Category Archives: art

Making Creativity A Priority

At the beginning of the year, I dove into The Daily Create, part of ds106. Then, real life intervened: the semester started at the two universities where I teach, the to do list for my day job got longer, and, this week, the spring gardening season took off as we started working on the greenhouse and planting beets and carrots. The 15 to 20 minutes required to take a picture, record a sound or create a video suddenly seemed more difficult to find. I saw today’s assignment to record a sound of something that comforts or makes you feel safe, and I knew exactly what I would do. But as the afternoon got crowded, it was tempting to skip it again.

Since I was going to make my afternoon latte anyway, I decided it wouldn’t be that much harder to record the sound and do some quick processing. Garageband gave me a little trouble but I was able to get it done and posted.

Is it creative? Is it art? It answers the prompt: my afternoon latte is part of my daily ritual. It means a break from the work day for a cup of coffee and a few pages of whatever book I am reading. I curl up in the window seat upstairs, read and watch the sun set. And the act of recording it gave me a break from the daily work as well.

I can’t help but think about the classrooms across the country where the work–often defined as preparing for the test–takes away from the opportunity to create, even something as simple as recording every day sounds. And as budgets get tight, the creative arts are the first things to go.

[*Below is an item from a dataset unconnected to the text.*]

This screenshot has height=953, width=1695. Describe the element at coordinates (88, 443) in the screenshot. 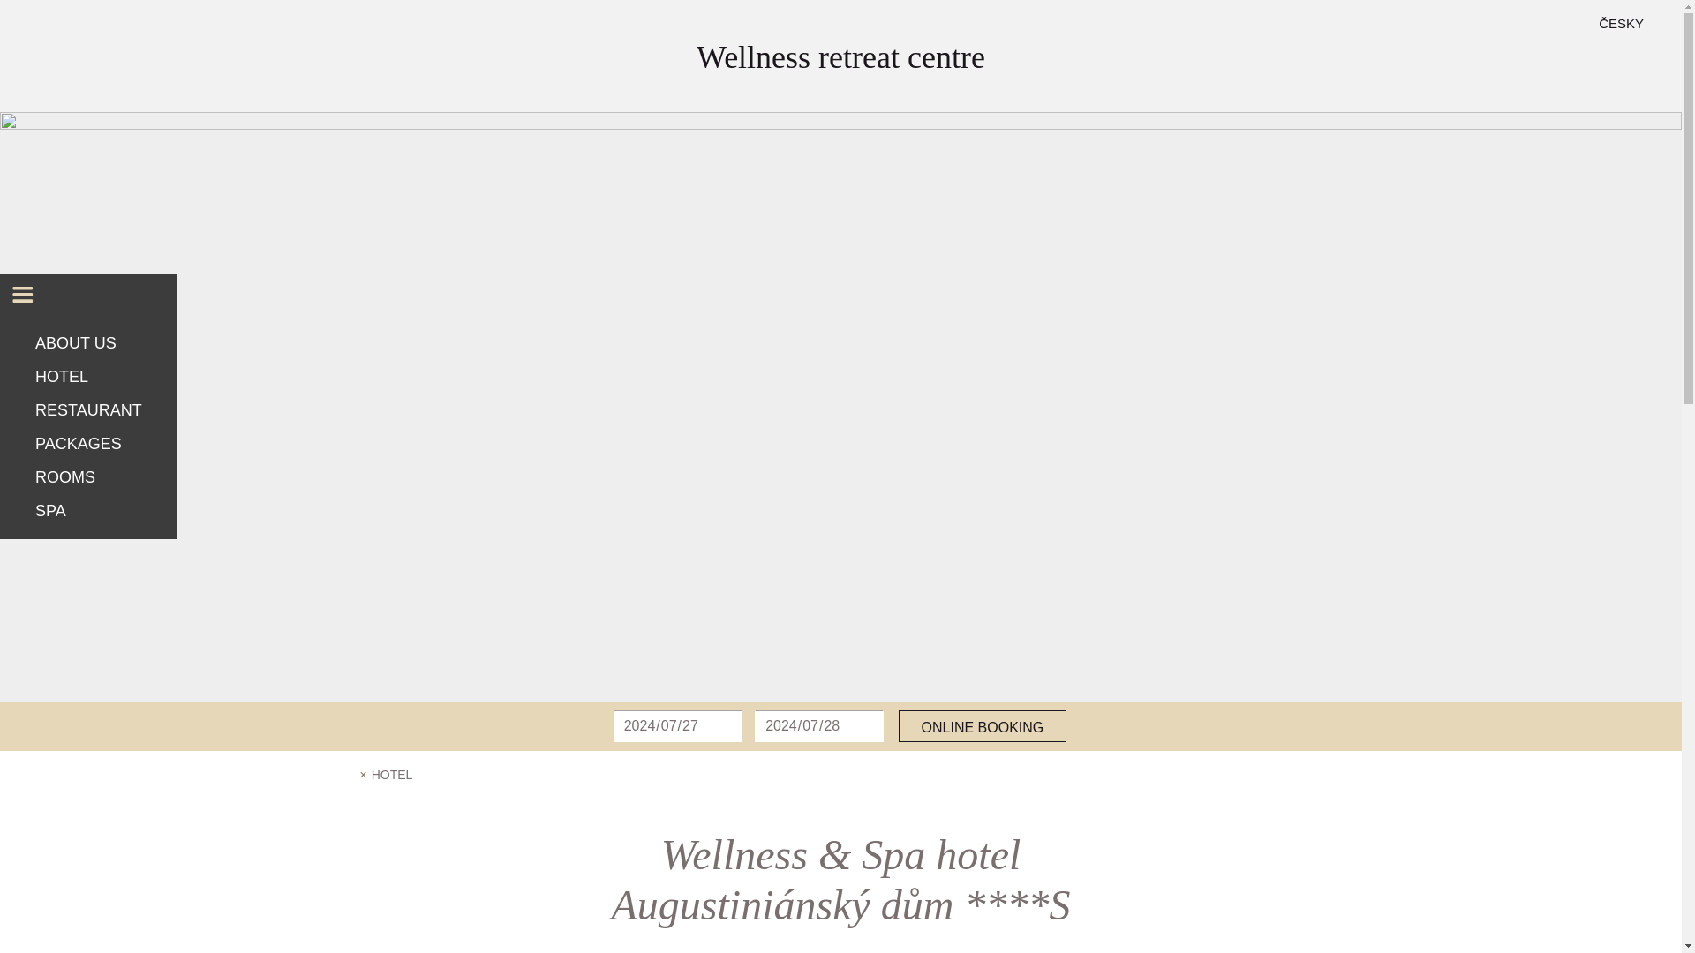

So, here’s my ode to creativity and my pledge to continue to find that time for creativity as much as possible:

Looking At: The Art of Calligraphy

My parents run the second-hand shops at their retirement community and are often passing along interesting items. For Easter, they gave us a tackle box (for my husband) and I got all the calligraphy pens that they found in the box. A big pile. And tonight I decided to try out some of the pens. I have beautiful bottles of a dozen different colors of ink. So, while I listen to all the tracks in iTunes that are named “Track 1” etc, I am going to fool around with calligraphy.

This would normally not really be the stuff of blogging for me except that I had the big revelation when I googled “calligraphy.” I found a terrific article by Julian Waters at the Calligrapher’s Guild: Calligraphy, Lettering and Typefaces. He quotes Chinese calligrapher Wang Hsi-chih: “Writing needs meaning, whereas calligraphy expresses itself above all through forms and gestures. It elevates the soul and illuminates the feelings.” Calligraphy is really a forerunner of electronic text that invites us to look at it rather than through it to the meaning. It enhances the meaning but also appeals to the viewer in its own right. It’s funny to stumble upon rhetoric in this way. There’s the toggle that boggles the mind, being able to look at and through. A little theoretical twist to my artist’s date!

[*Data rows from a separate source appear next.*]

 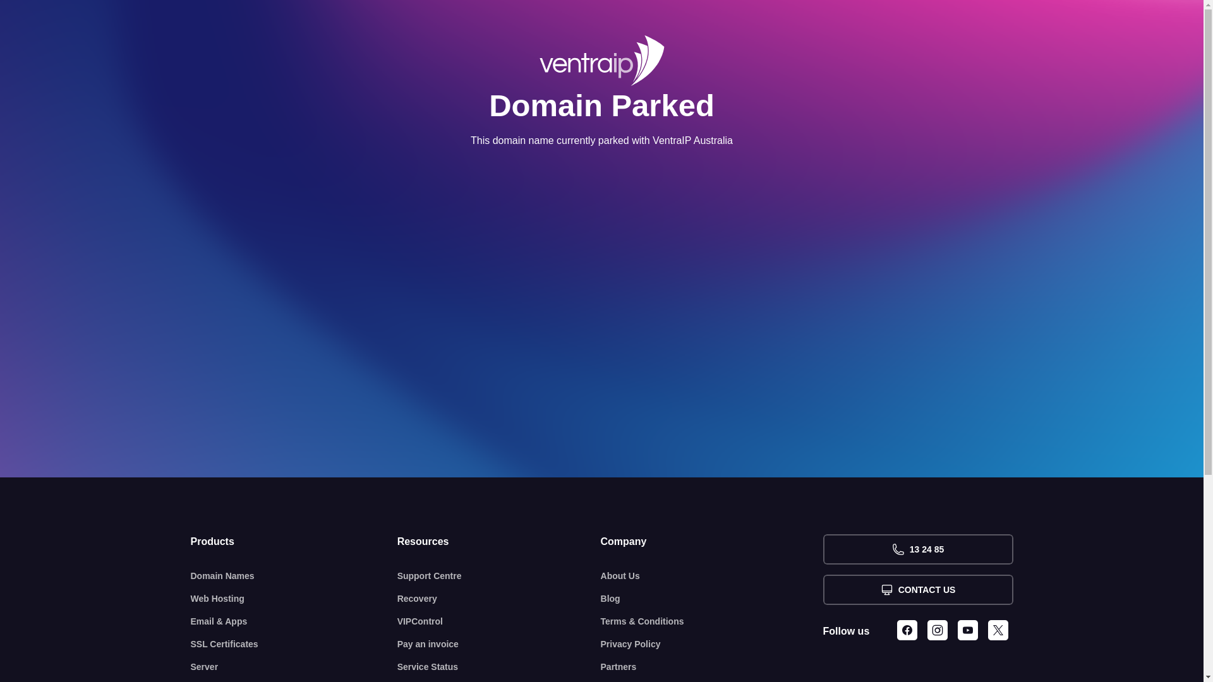 What do you see at coordinates (712, 644) in the screenshot?
I see `Privacy Policy` at bounding box center [712, 644].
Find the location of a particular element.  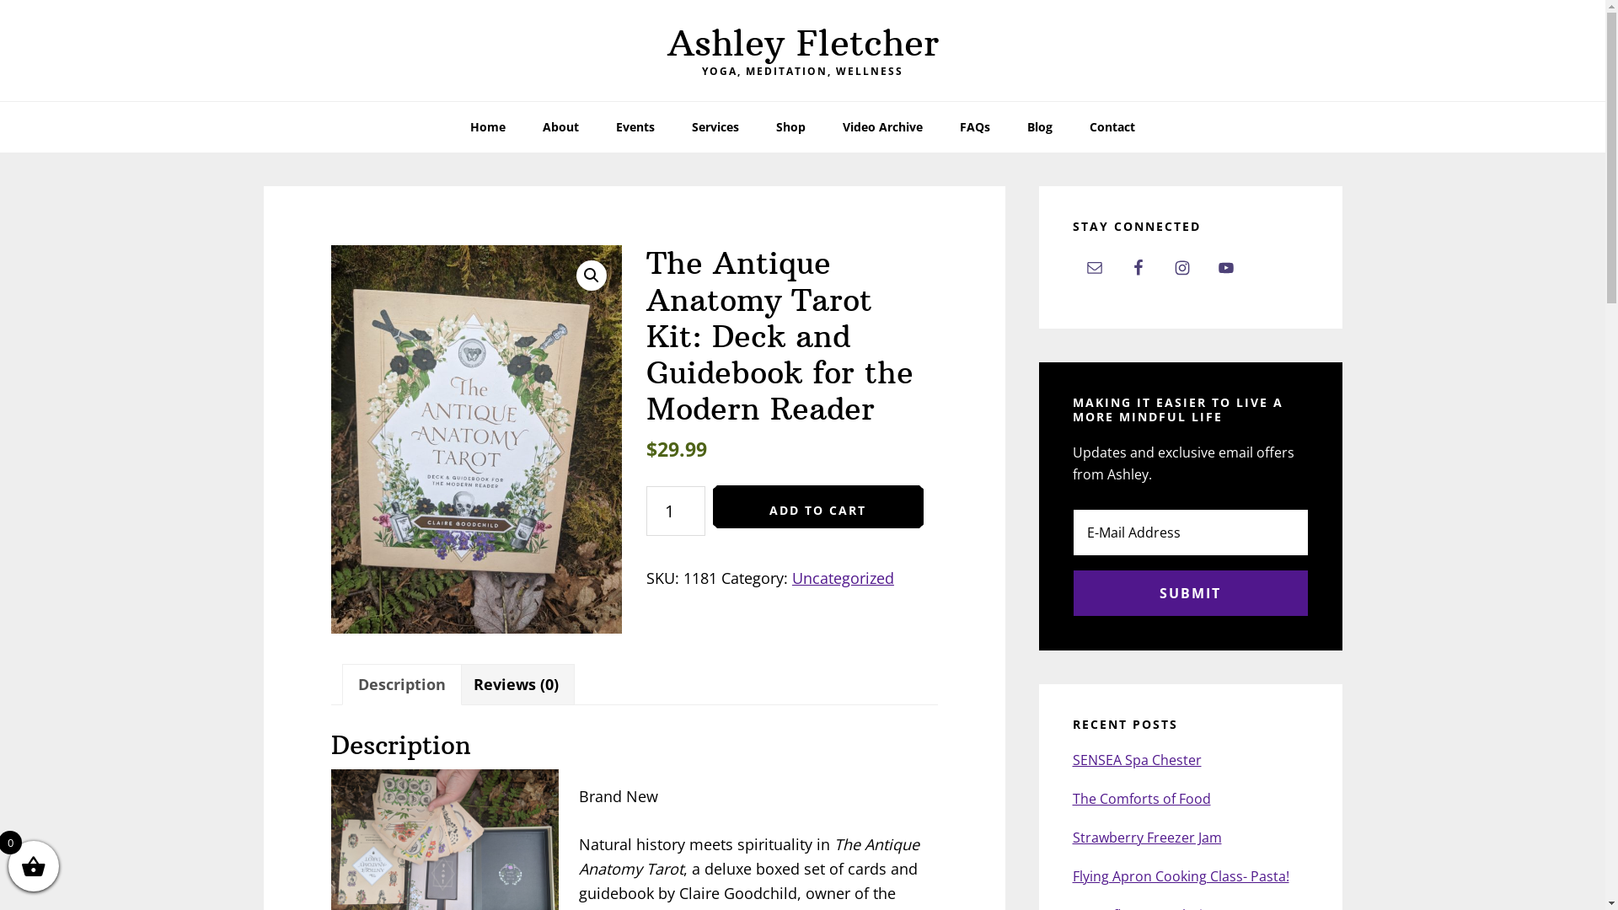

FAQs is located at coordinates (975, 127).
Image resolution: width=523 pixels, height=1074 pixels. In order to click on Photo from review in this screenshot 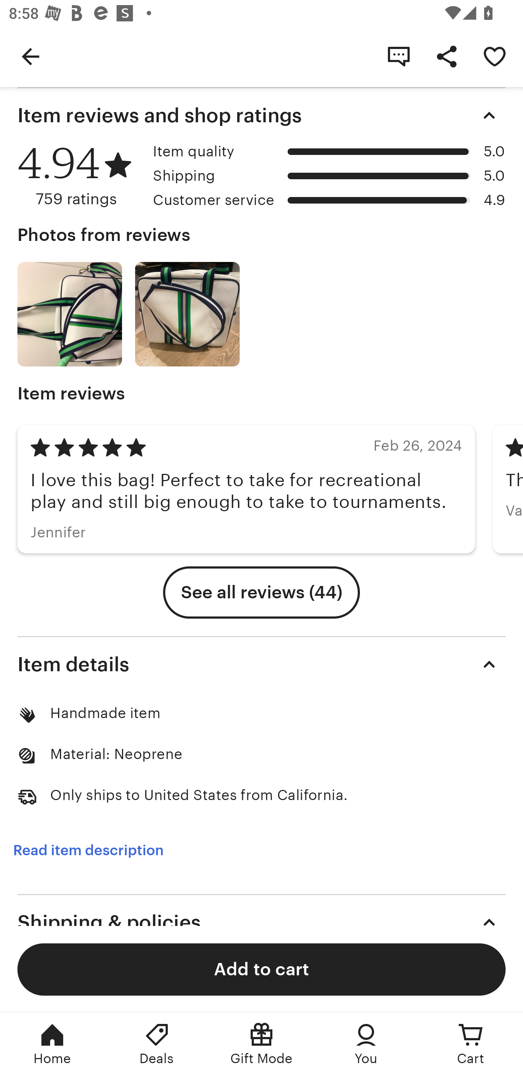, I will do `click(187, 314)`.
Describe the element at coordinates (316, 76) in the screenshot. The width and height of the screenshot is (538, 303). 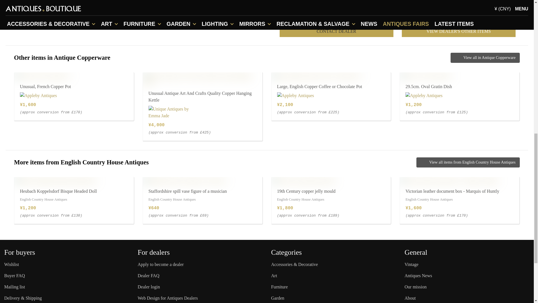
I see `Large, English Copper Coffee or Chocolate Pot` at that location.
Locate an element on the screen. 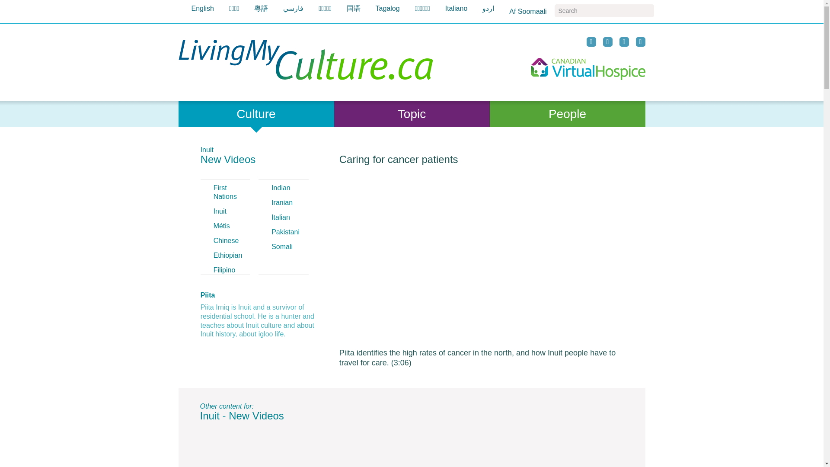 This screenshot has height=467, width=830. English is located at coordinates (202, 9).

Painting the Mona Lisa with Paint

I’m writing my article for the VEA News and focusing on a random collection of Web 2.0 tools.  I have to include Google Maps since I spent all day yesterday creating my first mash up of our Texas trip.

I went to YouTube and checked out my subscriptions.  Here’s a very cool video from Eclectic Asylum Art.  What if Da Vinci had had Paint?  And Photoshop?  Talk about media convergence:

[http://www.youtube.com/watch?v=uk2sPl_Z7ZU]

Race or Culture?

The American Anthropological Association has a new website entitled, Race – Are We So Different? Interesting way of looking at the way race is constructed historically and personally. The underlying argument seems to be that race is more about how we look than how we act. Here’s a paragraph from the About page, “Looking through the eyes of history, science and lived experience, the RACE Project explains differences among people and reveals the reality – and unreality – of race. The story of race is complex and may challenge how we think about race and human variation, about the differences and similarities among people.”

Then, this morning, after I uploaded some video to YouTube, I did a little surfing. (I am, to be honest, procrastinating writing a paper.) I found the video below…an Asian American rapper. I don’t listen to rap on a regular basis, but I am fascinated by the whole phenomenon. And now here is a young Asian man seeming to step completely out of the stereotype. Jin’s video is completely self-conscious; he is looking at his life and his place in the world and moving through them to create something new. This video is called “I Quit” and was supposedly his swan song in rap. Evidently, however, he has reemerged as The Emcee. If I was really procrastinaing, it would be fun to ponder what that means…did he kill off a character only to bring a new one to life? A new “points of viewing” as Goldman-Segall would call it. But now that evoked her name, I need to get back to the paper in which I am using some of her ideas.